El-P: I'll Sleep When You're Dead

News   2024-12-23 03:45:30

El-P's brand of hip-hop sounds infected with a disease it has long since given up on curing. Everything is rotten and resigned, from his beats to his lyrics, which conspire and compare notes on what it means to be spiraling down through end times without wanting or needing to do anything about it. "The sky's high by coincidence," he raps, ever the skeptic.

He's also something of a romantic, and I'll Sleep When You're Dead works best when it's hard to figure out which El-P is most prominently on display. As a producer, he shows his love for hip-hop through a sound bent on the genre's very destruction; give El-P a breakbeat or a vocal snip to sample, and he'd sooner blow it up than rub it down. As an MC, he lays into the communicative aspects of rapping with a verbal style so dense and layered that simple communication can be hard to come by. Listening to El-P for any real stretch of time requires a high threshold for confusion.

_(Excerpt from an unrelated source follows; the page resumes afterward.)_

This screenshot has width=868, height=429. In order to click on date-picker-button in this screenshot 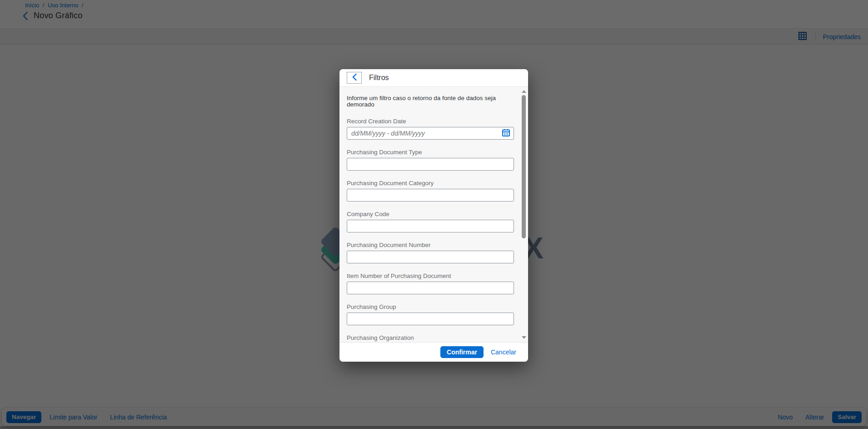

Confusion plays to grand ends on I'll Sleep When You're Dead, which comes nearly five years after El-P made a celebrated solo move with Fantastic Damage. Still most striking is the sound; nobody makes hip-hop as textured and atmospheric as El-P, and he manages to temper his disorienting noise with soulful suggestions this time out. In "Tasmanian Pain Coaster," after a sample of Twin Peaks' Laura Palmer cooing about fire, the initial death-march of a beat gives way to a warm bit of electric-piano R&B that might play on a Schlitz commercial. The beat in "Smithereens" draws on an indecipherable din of shrieks, static, and sirens that vary in volume to allow occasional peeks under the hood. It's dirty, gritty, and always on the brink of breaking down, in part for having been driven so indelicately.